By the time Tony Blair came to power, in 1997, such rose-tinted notions were a thing of the past.
New Labour was an enthusiastic champion of the right to buy and home ownership in general, seeing it as its mission not to ensure affordable rents for working people but to help them get a foot on the property ladder.
Mr Blair and his chancellor, Gordon Brown, presided over an unprecedented boom in house prices, fuelled by cheap credit and a shortage of affordable rented accommodation.
The "right-to-buy" phenomenon had led, as some on the left had predicted, to a massive depletion in council housing stock - made worse by the refusal of successive governments to allow local authorities to spend the windfall they received from council house sales on building new ones.
The housing bubble was also fuelled by the "buy-to-let" phenomenon, as speculators bought up rundown former local authority housing as a source of income.
Council housing estates were fast becoming the accommodation of last resort for those left behind by society, as families on middle incomes sold up and moved out.
People living on estates increasingly tended to be on benefits or in low-paid work, or had drug and alcohol problems.
The growth in asylum seekers and economic migrants, towards the end of Labour's time in power, added further to the pressure on the system.

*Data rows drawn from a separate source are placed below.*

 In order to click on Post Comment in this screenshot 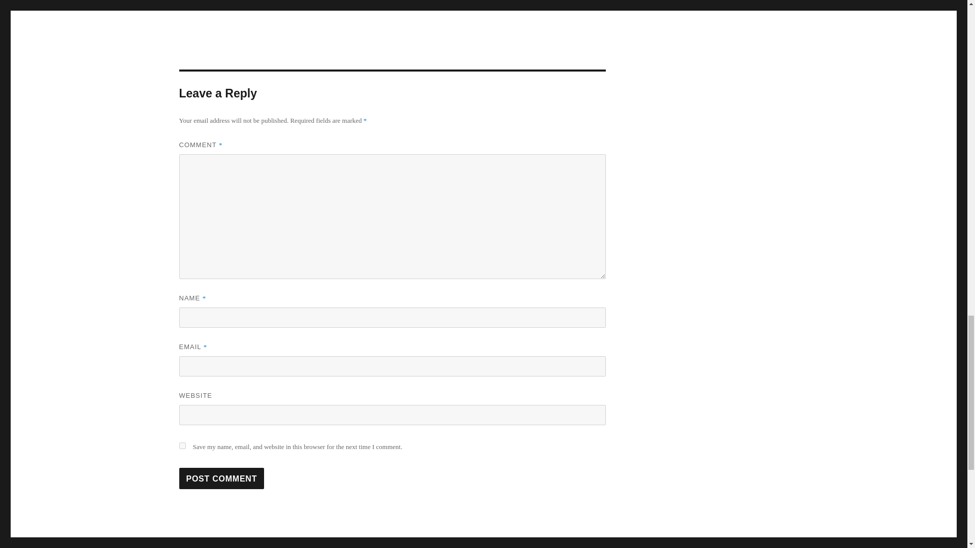, I will do `click(221, 479)`.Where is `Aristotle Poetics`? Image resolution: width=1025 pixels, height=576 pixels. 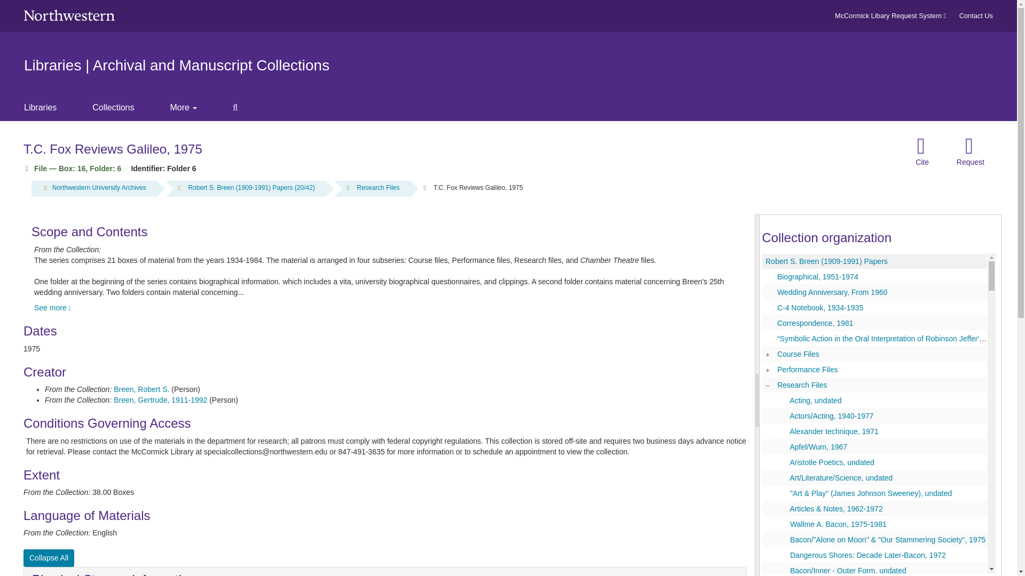 Aristotle Poetics is located at coordinates (874, 462).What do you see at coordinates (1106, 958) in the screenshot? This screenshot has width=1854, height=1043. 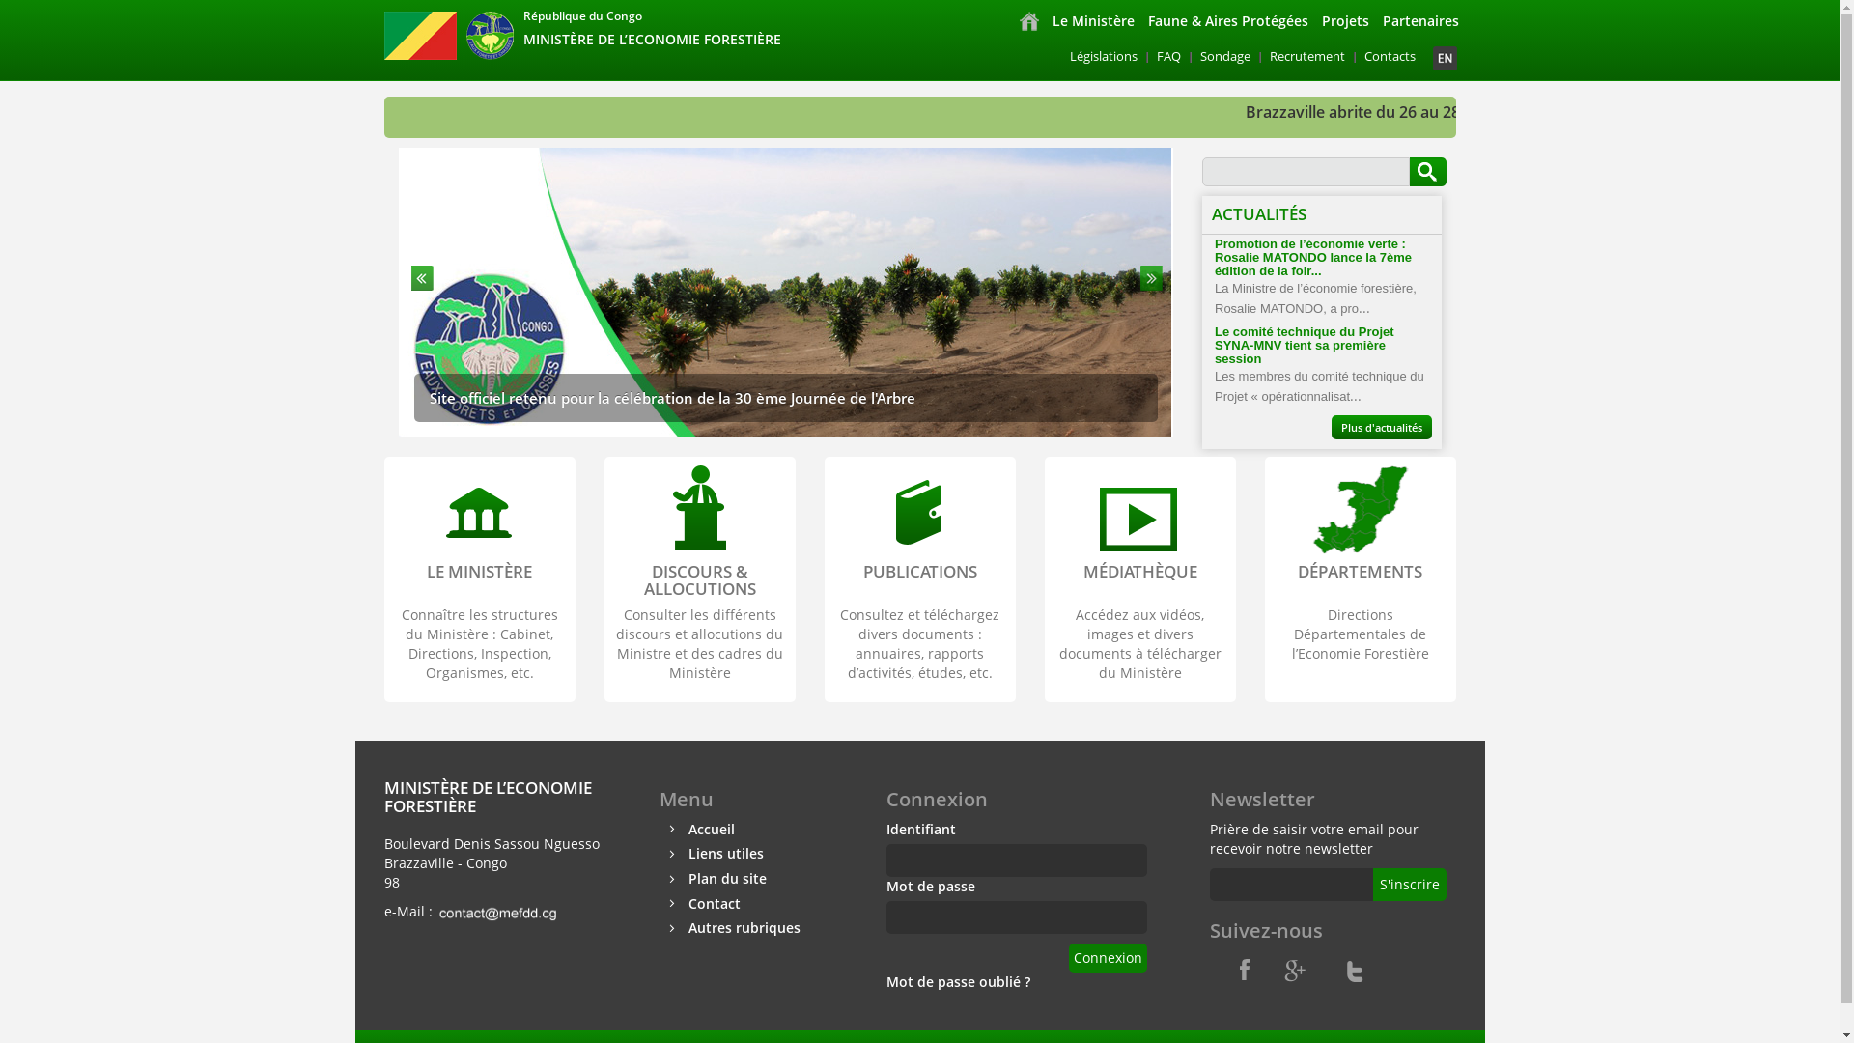 I see `Connexion` at bounding box center [1106, 958].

Efforts to build more social housing in the dying days of Gordon Brown's premiership were, most observers agreed, too little and too late.
And the near collapse of the banking system ended the hopes of many on average incomes of ever owning their own homes.

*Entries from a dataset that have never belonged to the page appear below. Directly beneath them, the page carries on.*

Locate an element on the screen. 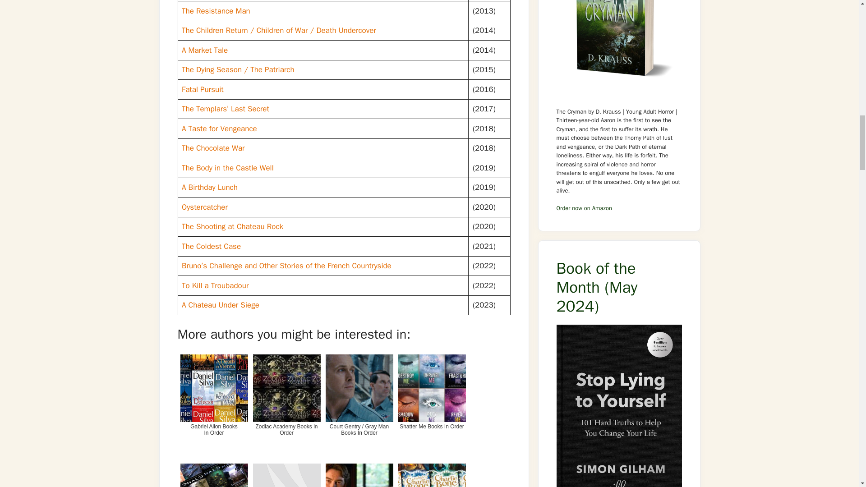 This screenshot has width=866, height=487. The Body in the Castle Well is located at coordinates (227, 168).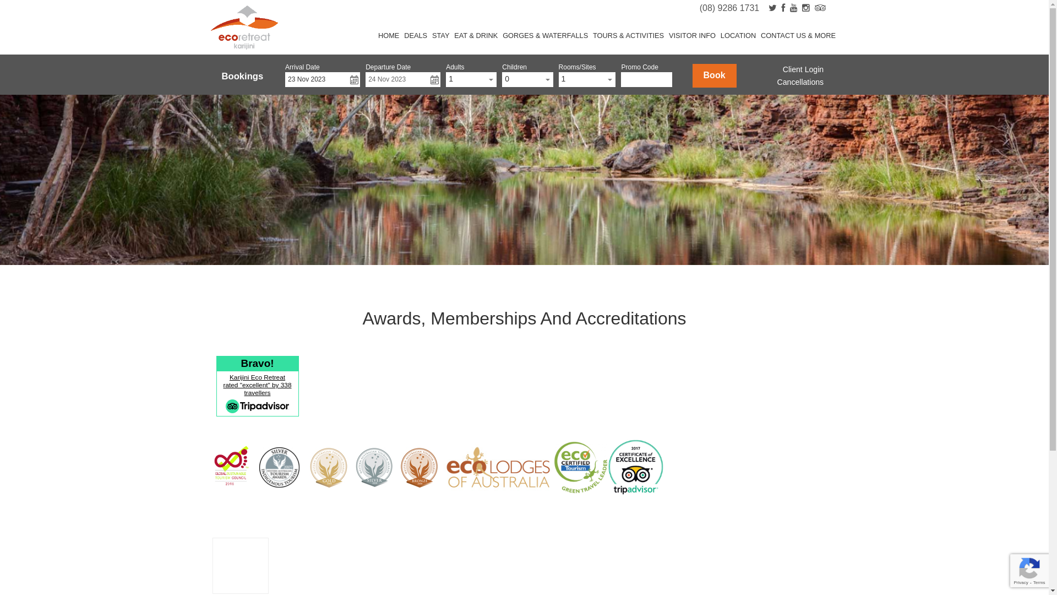 The height and width of the screenshot is (595, 1057). What do you see at coordinates (803, 69) in the screenshot?
I see `Client Login` at bounding box center [803, 69].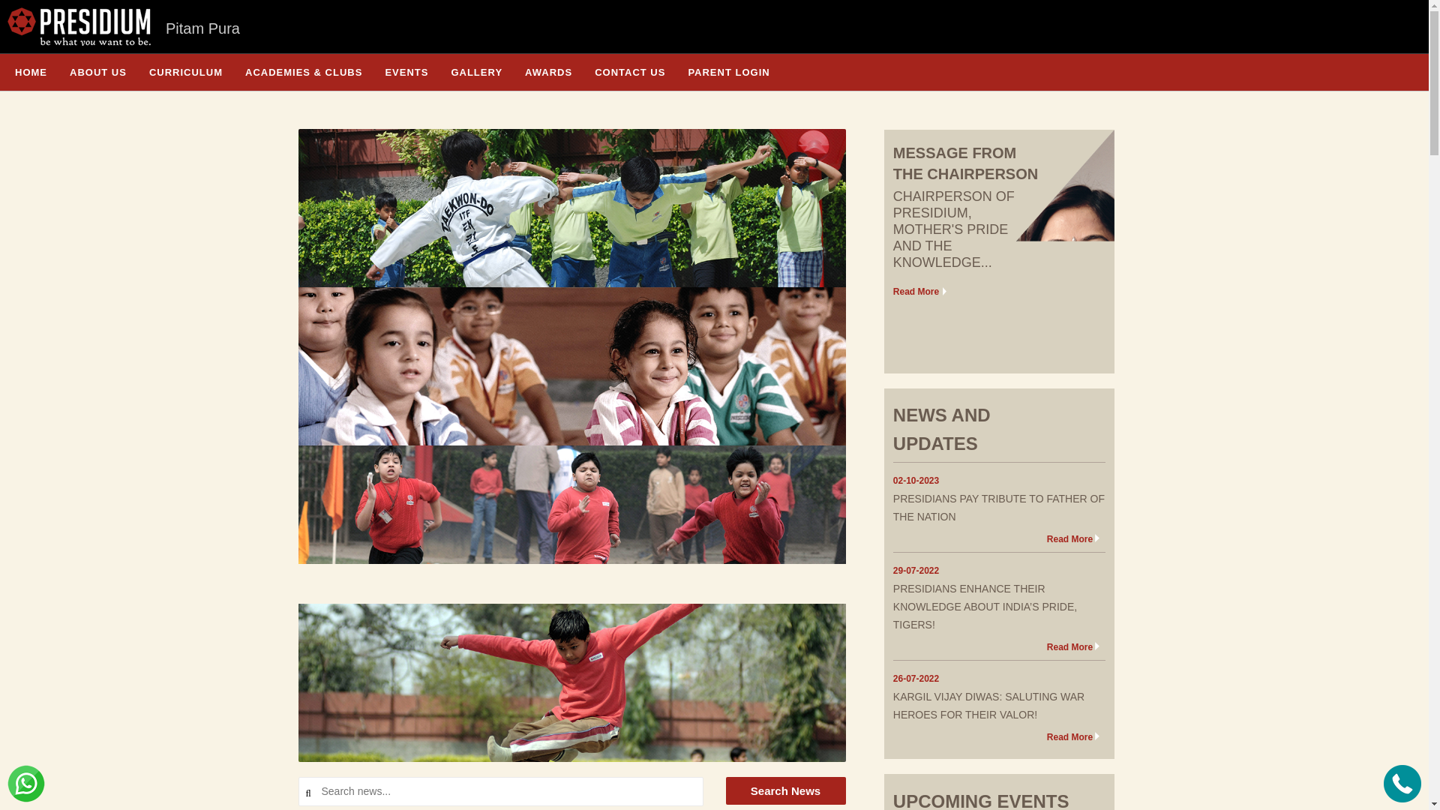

With the amount demanded by banks as a mortgage deposit, a growing number of working people found themselves trapped in costly private rented accommodation until early middle age.

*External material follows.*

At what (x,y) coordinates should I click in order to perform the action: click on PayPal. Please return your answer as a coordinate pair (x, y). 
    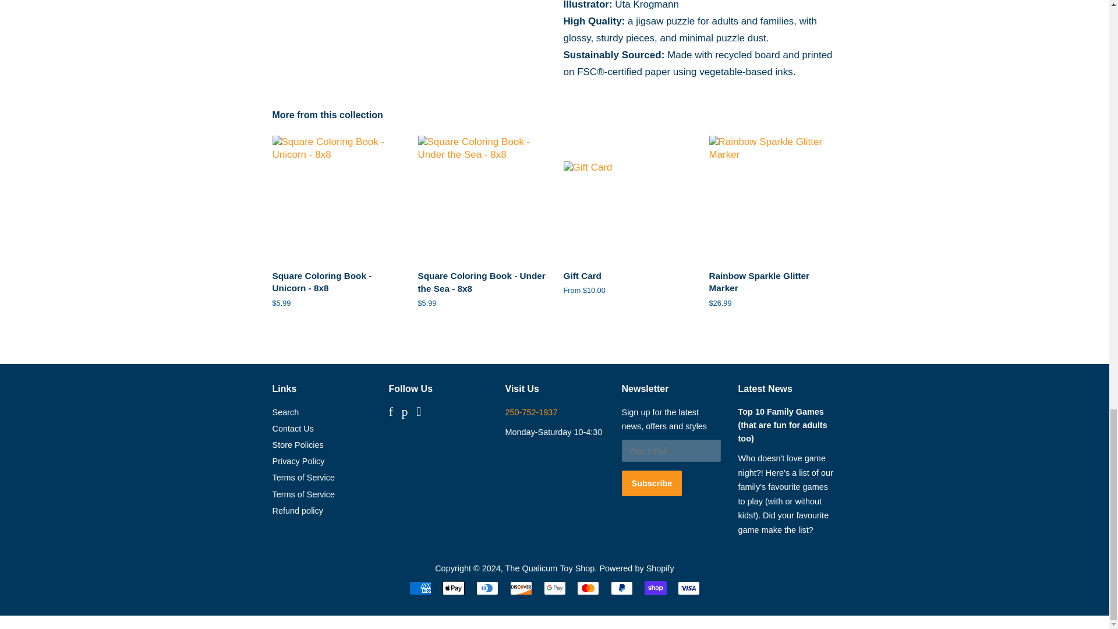
    Looking at the image, I should click on (621, 587).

Since 2010, a decade-long decline in council house sales has been reversed thanks to the government's decision to increase the maximum discount available to tenants to £75,000 - £100,000 in London - and reduce the qualifying period to three years of residence in a property.
In the early years of the coalition, it acknowledged the housing crisis to be one of the biggest problems it faced.
Its first housing minister, Conservative Grant Shapps pledged to kick-start building, which had fallen to its lowest level in decades, by releasing more public land and easing planning restrictions.
But by 2012-13, with the country still recovering from the effects of the financial crisis, the total of new homes built hit a post-war low of 135,500. While that figure recovered slightly the following year, construction output again dipped at the end of 2014.
The Home Builders Federation has complained that - despite improvements - the planning system is "still far too slow, bureaucratic and expensive". However, highlighting that the number of planning permissions for new homes had reached 240,000 in the year to September 2014, housing minister Brandon Lewis said the government's planning reforms were working.
That number is still 10,000 fewer than the Barker Review of Housing Supply said was required a decade ago.
As the 2015 election looms, each of the major parties has a pitch to voters on housing. The Conservatives made the extension of the right to buy to housing association properties their major manifesto announcement, saying each house sold would be replaced. They say they'd set up a fund to build 400,000 new homes - with 200,000 for first-time buyers aged under 40, offered at a 20% discount.
Labour is promising to get 200,000 homes built a year by 2020. The Lib Dems say they'll increase housebuilding to 300,000 a year and build 10 new garden cities, while the Greens promise 500,000 social rented homes by 2020 and UKIP says it would establish a brownfield agency to provide housing grants and loans.
But whoever wins power, it seems there is no chance of a return to the days when government ministers proudly cut the ribbon on giant new council estates on the edge of town.
Time and the aspirations of voters - in a country where the national obsession is property prices - have moved on.